Hype and Glory
The SpaceX frenzy continues
Source: Bloomberg
Brief post today on amazing things happening in the markets.
While I don’t know anyone who loves Microsoft or its products, it’s a wildly successful company with a long track record. Last year Microsoft earned $125 billion in profits on $318 billion in revenue.
In that same year SpaceX lost $4 billion on $19 billion in revenue. Robin Wigglesworth, editor of the Financial Times blog Alphaville, memorably described Elon Musk’s company as a
very successful but fairly small satellite launch company, bolted onto a stagnant money-losing social media company [X, formerly Twitter] and a money-incinerating AI company [xAI, operator of the widely despised model Grok], and then sprinkled with a lot of hype about humankind going interplanetary.
And yet at the end of trading yesterday the stock market placed almost as high a value on SpaceX, which went public last Friday, as it did on Microsoft, and slightly more than it placed on Amazon, which made $78 billion in profits last year.

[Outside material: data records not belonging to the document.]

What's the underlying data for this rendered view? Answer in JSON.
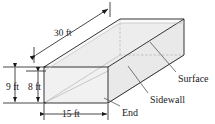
{
  "figure": {
    "shape": "rectangular-prism-channel",
    "colors": {
      "outline": "#2b2b2b",
      "hidden_line": "#9a9a9a",
      "dimension_line": "#1a1a1a",
      "leader_line": "#555555",
      "face_front": "#f1f1f1",
      "face_sidewall": "#e9e9e9",
      "face_top_inner": "#fbfbfb",
      "face_water": "#ededed",
      "background": "#ffffff"
    },
    "dimensions": [
      {
        "id": "length",
        "label": "30 ft",
        "value": 30,
        "unit": "ft",
        "orientation": "diagonal-depth"
      },
      {
        "id": "wall_height",
        "label": "9 ft",
        "value": 9,
        "unit": "ft",
        "orientation": "vertical-outer"
      },
      {
        "id": "water_depth",
        "label": "8 ft",
        "value": 8,
        "unit": "ft",
        "orientation": "vertical-inner"
      },
      {
        "id": "width",
        "label": "15 ft",
        "value": 15,
        "unit": "ft",
        "orientation": "horizontal"
      }
    ],
    "callouts": [
      {
        "id": "surface",
        "label": "Surface",
        "points_to": "water-surface-plane"
      },
      {
        "id": "sidewall",
        "label": "Sidewall",
        "points_to": "right-side-wall-face"
      },
      {
        "id": "end",
        "label": "End",
        "points_to": "near-end-face"
      }
    ],
    "geometry": {
      "front_face": {
        "left": 44,
        "top": 67,
        "right": 108,
        "bottom": 103
      },
      "depth_vector": {
        "dx": 76,
        "dy": -48
      }
    }
  }
}
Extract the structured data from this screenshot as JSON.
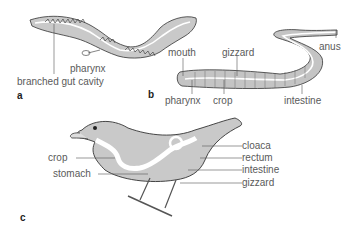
{
  "colors": {
    "body_fill": "#c9c9c9",
    "outline": "#333333",
    "gut": "#ffffff",
    "leader": "#555555",
    "text": "#5a5a5a"
  },
  "panels": {
    "a": {
      "letter": "a",
      "subject": "flatworm",
      "labels": {
        "pharynx": "pharynx",
        "branched_gut": "branched gut cavity"
      }
    },
    "b": {
      "letter": "b",
      "subject": "earthworm",
      "labels": {
        "mouth": "mouth",
        "gizzard": "gizzard",
        "anus": "anus",
        "pharynx": "pharynx",
        "crop": "crop",
        "intestine": "intestine"
      }
    },
    "c": {
      "letter": "c",
      "subject": "bird",
      "labels": {
        "crop": "crop",
        "stomach": "stomach",
        "cloaca": "cloaca",
        "rectum": "rectum",
        "intestine": "intestine",
        "gizzard": "gizzard"
      }
    }
  }
}
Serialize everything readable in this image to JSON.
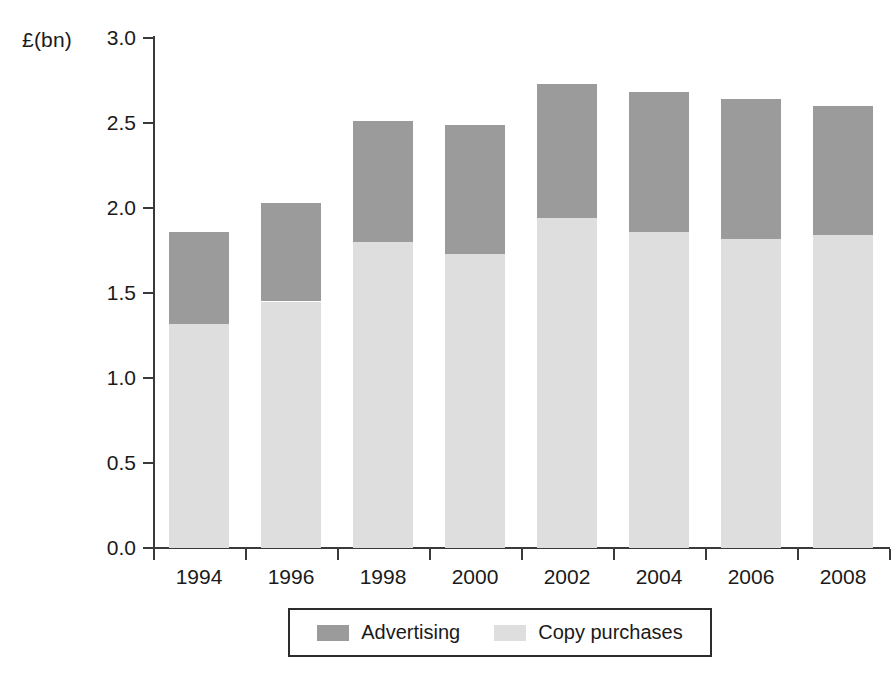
{
  "chart_data": {
    "type": "bar",
    "subtype": "stacked-vertical",
    "title": "",
    "xlabel": "",
    "ylabel": "£(bn)",
    "ylim": [
      0.0,
      3.0
    ],
    "ytick_step": 0.5,
    "grid": false,
    "legend_position": "bottom",
    "categories": [
      "1994",
      "1996",
      "1998",
      "2000",
      "2002",
      "2004",
      "2006",
      "2008"
    ],
    "series": [
      {
        "name": "Copy purchases",
        "color": "#dedede",
        "values": [
          1.32,
          1.45,
          1.8,
          1.73,
          1.94,
          1.86,
          1.82,
          1.84
        ]
      },
      {
        "name": "Advertising",
        "color": "#9b9b9b",
        "values": [
          0.54,
          0.58,
          0.71,
          0.76,
          0.79,
          0.82,
          0.82,
          0.76
        ]
      }
    ],
    "totals": [
      1.86,
      2.03,
      2.51,
      2.49,
      2.73,
      2.68,
      2.64,
      2.6
    ],
    "ytick_labels": [
      "0.0",
      "0.5",
      "1.0",
      "1.5",
      "2.0",
      "2.5",
      "3.0"
    ],
    "ytick_values": [
      0.0,
      0.5,
      1.0,
      1.5,
      2.0,
      2.5,
      3.0
    ]
  },
  "axis": {
    "y_title": "£(bn)"
  },
  "legend": {
    "entries": [
      {
        "label": "Advertising",
        "color": "#9b9b9b"
      },
      {
        "label": "Copy purchases",
        "color": "#dedede"
      }
    ]
  }
}
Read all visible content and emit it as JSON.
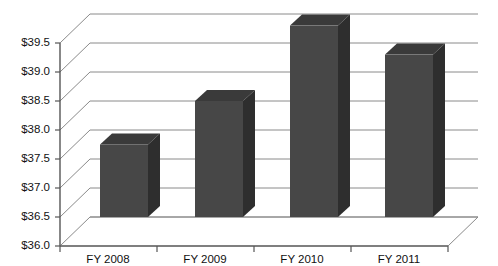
{
  "chart_data": {
    "type": "bar",
    "title": "",
    "subtitle": "",
    "xlabel": "",
    "ylabel": "",
    "categories": [
      "FY 2008",
      "FY 2009",
      "FY 2010",
      "FY 2011"
    ],
    "values": [
      37.25,
      38.0,
      39.3,
      38.8
    ],
    "value_prefix": "$",
    "ylim": [
      36.0,
      39.5
    ],
    "ytick_labels": [
      "$36.0",
      "$36.5",
      "$37.0",
      "$37.5",
      "$38.0",
      "$38.5",
      "$39.0",
      "$39.5"
    ],
    "ytick_values": [
      36.0,
      36.5,
      37.0,
      37.5,
      38.0,
      38.5,
      39.0,
      39.5
    ],
    "grid": true,
    "legend": false,
    "legend_position": "none",
    "style": "3d-column",
    "colors": {
      "bar_front": "#474747",
      "bar_side": "#2e2e2e",
      "bar_top": "#3a3a3a",
      "grid": "#8a8a8a",
      "axis": "#555555",
      "background": "#ffffff",
      "text": "#111111"
    }
  }
}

What can explain this valuation? Many investors appear to believe that Musk is a wizard who can conjure up world-conquering inventions on a regular basis. But while Musk has done some impressive things, his track record for more than a decade has been one of failed venture after failed venture. And his current big ideas, like data centers in space, fundamentally don’t make sense. A recent Government Accountability Office report is carefully worded, but as I read it basically says “this is another Hyperloop [Musk’s absurd, failed attempt to reinvent public transportation].”
Granted, Musk has enormous political influence through his close ties to Donald Trump. So might SpaceX’s valuation be justified, not by Musk’s technological prowess, but by his access to the fruits of crony capitalism?
Nobody should doubt the Trump administration’s willingness to tilt the playing field in favor of its friends, especially those who enrich Trump personally. But there are limits to what even blatant favoritism can deliver.
Consider the current fate of the crypto industry. Trump, who once called Bitcoin a “scam,” became a passionate booster of cryptocurrency once it became clear that it was a channel through which he could profit from the presidency. The fighting cage he had erected on the White House lawn was “wrapped in cryptocurrency advertisements.” And cryptocurrency valuations soared after he won in 2024.
But the Trump bump for crypto has now vanished. Here’s the total market capitalization of Bitcoin over the past two and a half years:
At its peak, Bitcoin had a market capitalization similar to that of SpaceX now. Yet the fact that Bitcoin is economically useless for anything other than money-laundering meant that its soaring valuations rested on the belief that the crypto-friendly Trump administration would subvert regulations in its favor, for example by allowing crypto companies to effectively operate as unregulated banks. Hence, as I wrote last year, crypto became a Trump trade, operating under the belief that Donald Trump’s patronage would overcome both economic logic and the opposition of the banking industry and many Democrats in Congress.
Sure enough, as Trump’s poll numbers began to sink, along with his political leverage, so did the value of Bitcoin. But those who got in on the Trump trade early, and sold their holdings to the Trump believers, made big money.
The particulars of SpaceX are different from those of Bitcoin – SpaceX does have one profitable division, Starlink, which was touted as the money-engine behind the SpaceX IPO. Only incredible growth in Starlink can justify SpaceX’s valuation. Yet an analyst who has dug deep into the numbers has shown that the Starlink valuations in the SpaceX IPO imply that Starlink will eventually dominate 80% of the global internet service market. That’s not remotely possible,
So the moral here is that SpaceX is essentially all about hype. It is, in effect, a $2.75 trillion meme stock. The only winners will be those who got in early, stoked a market frenzy, and exit before the bottom inevitably falls out.
MUSICAL CODA




Starlink’s expansion faces growing geopolitical pressure. The global internet service market is not a unified market that a single company can easily swallow. xAI has already fallen behind in the competition. Space-based data centers cannot solve the fundamental problems of radiation and heat dissipation in orbit, and the practical obstacles are substantial: launch costs, maintenance difficulty, thermal management, radiation damage, orbital replacement, data-transmission latency, ground-station bandwidth, insurance costs, space-debris risks, regulation, and militarization.
Over the long run, SpaceX’s space technologies will also face intense competition from China. Its real barriers to entry are not as high as the market narrative suggests.
That is why I strongly agree with the view that SpaceX’s real value is being amplified by the Musk myth, the Trump trade, the AI narrative, the fantasy of space colonization, and index-fund-driven capital flows. On top of a real asset, the market has layered a huge mythological premium.
So Musk has understood that selling hope (belief, illusion) is more profitable than selling cars or rockets. The catholic church has known this for over thousand years.